High Court Reins In Trump’s Domestic Troop Power Grab
The U.S. Supreme Court on Tuesday refused to allow President Donald Trump to deploy National Guard troops to the Chicago area, dealing a setback to his expanding use of military forces for domestic purposes. The justices denied the Justice Department’s request to lift a lower-court order that blocked the deployment while litigation continues, keeping hundreds of Guard members from being sent into Illinois for now. Continue reading “Supreme Court Blocks Trump’s National Guard Move on Chicago, Reining In Domestic Troop Deployments”
In the latest episode of Democracy, but Make It a Tantrum, President Donald Trump has once again taken to Truth Social—America’s most secure location for unverified rage—to declare that The New York Times is not merely wrong, biased, or annoying, but a full-blown “serious threat to the National Security of our Nation.” This revelation, delivered in all caps at an hour typically reserved for insomnia and poor decisions, comes without evidence, specifics, or even the courtesy of naming an offending article. But why burden a national security claim with facts when vibes will do?
What’s being sold here as a series of discrete corporate decisions is, in reality, a slow-motion liquidation of journalistic independence, with Donald Trump acting less like a president than a feudal lord dispensing favors. The merger fights surrounding CBS, CNN, and Warner Bros. Discovery are no longer about market efficiency or shareholder value; they are loyalty tests. Media conglomerates, suffocating under debt and desperate for scale, have discovered that the fastest route to regulatory approval is not innovation or public trust, but submission—preferably televised. Trump doesn’t need to nationalize the press when he can simply dangle merger approval like a scepter and let executives volunteer their own newsrooms for sacrifice. 
The Trump administration has once again perfected its signature move: take an unspeakable tragedy, flatten every inconvenient fact, and weaponize it into a blunt policy cudgel it has wanted to swing for years. Within hours of the Brown University shooting, the White House and DHS rushed to suspend the diversity visa lottery—a congressionally created program—despite the awkward detail that the suspect, Portuguese national Claudio Neves Valente, entered the U.S. legally on a student visa in 2000, vanished from public records for more than a decade, and only later obtained a green card in 2017, during the first Trump administration, after extensive vetting. But why let timelines, laws, or logic get in the way of a good moral panic? In Trump-world, causation is optional, correlation is negotiable, and tragedy is merely an accelerant for long-standing ideological grudges.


Everything from the line with "Describe the element at coordinates (1165, 438)" to the end of the entries should be set down exactly, except the pictures.

┄┄┄┄┄┄┄┄┄┄

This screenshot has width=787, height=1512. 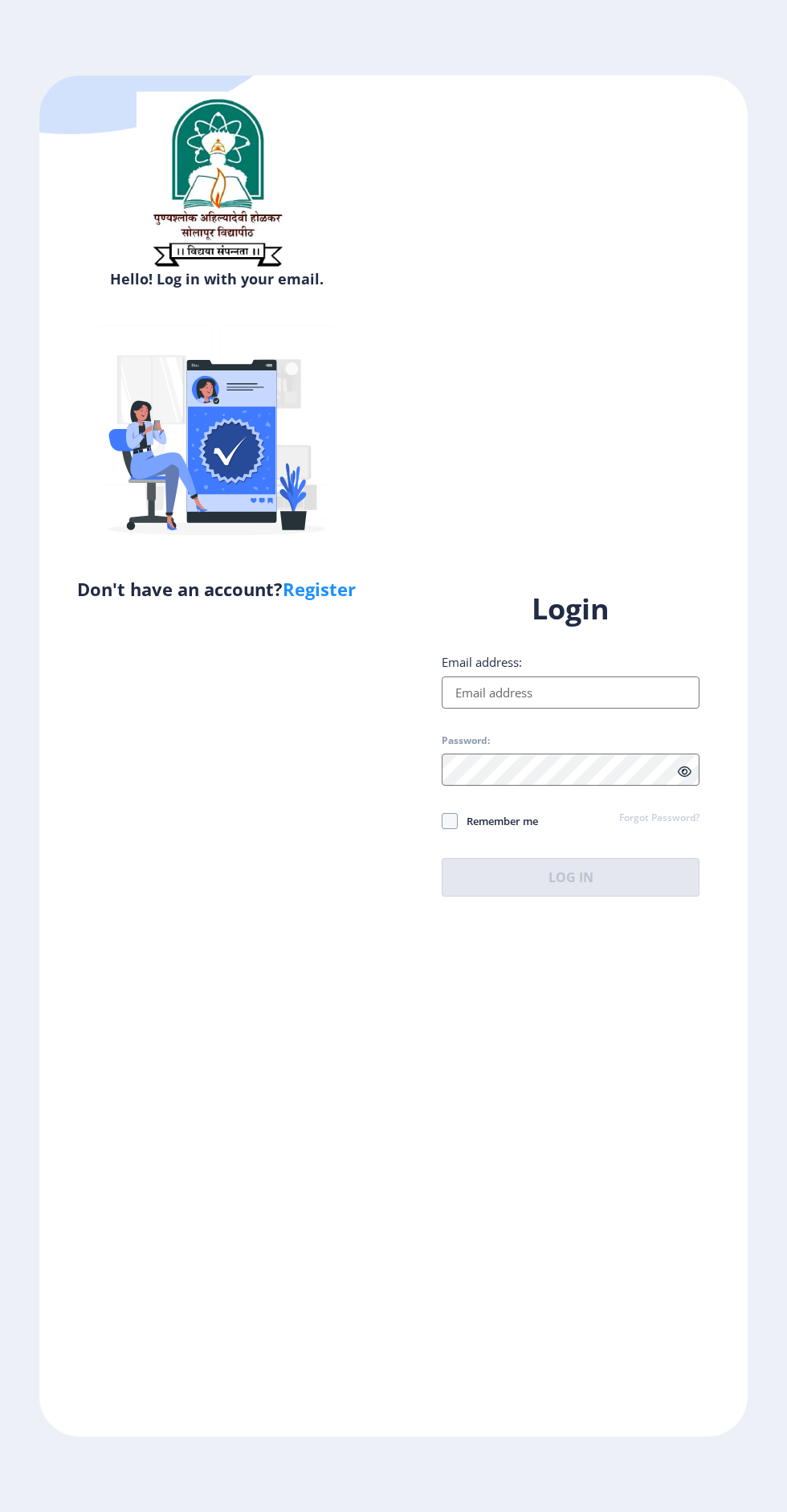 What do you see at coordinates (499, 821) in the screenshot?
I see `span: Remember me` at bounding box center [499, 821].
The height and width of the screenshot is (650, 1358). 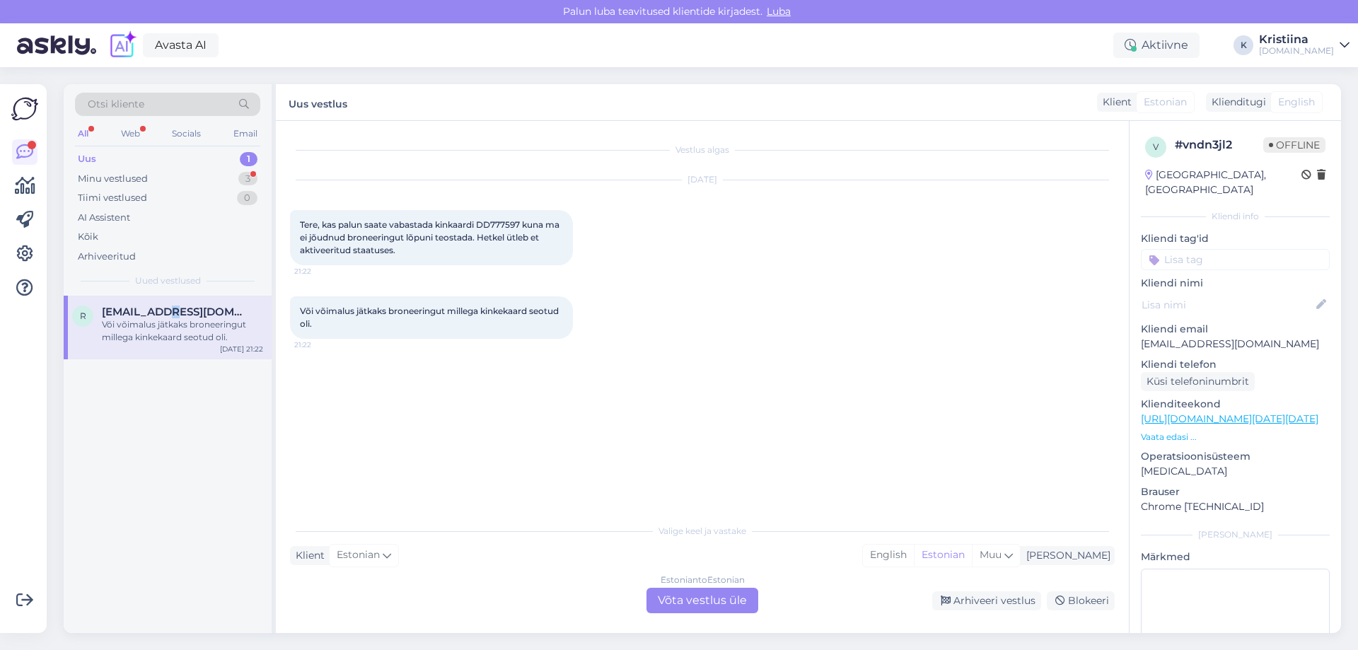 I want to click on span: English, so click(x=1296, y=102).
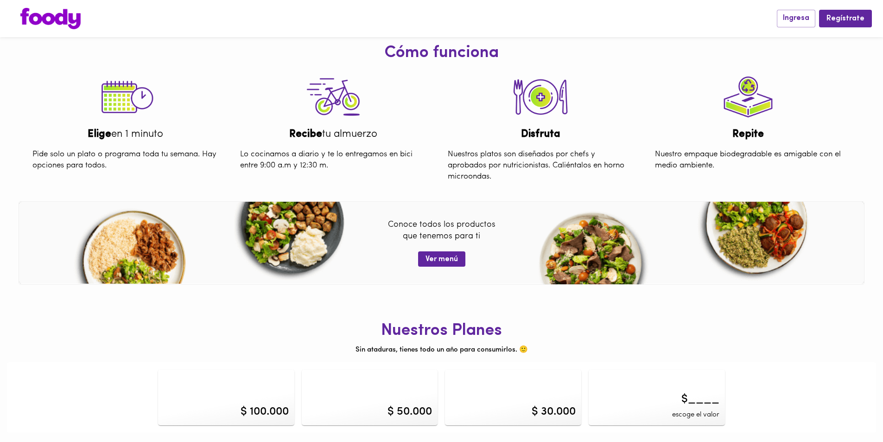 This screenshot has height=442, width=883. Describe the element at coordinates (796, 18) in the screenshot. I see `span: Ingresa` at that location.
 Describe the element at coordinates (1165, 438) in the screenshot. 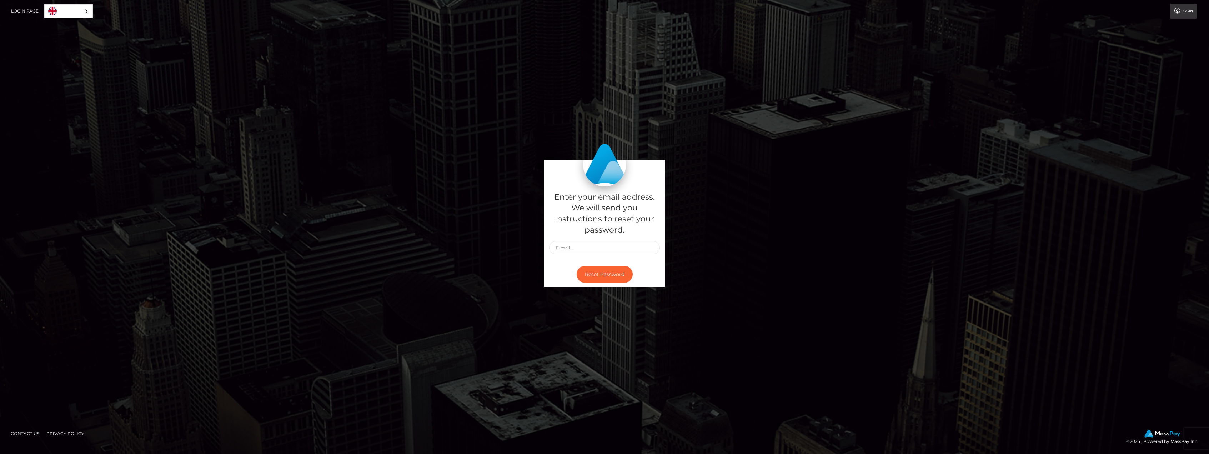

I see `div: © 2025 , Powered by MassPay Inc.` at that location.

┄┄┄┄┄┄┄┄┄┄

» ANSWER FOR THIS EXERCISE:
 Describe the element at coordinates (1165, 438) in the screenshot. 

I see `div: © 2025 , Powered by MassPay Inc.` at that location.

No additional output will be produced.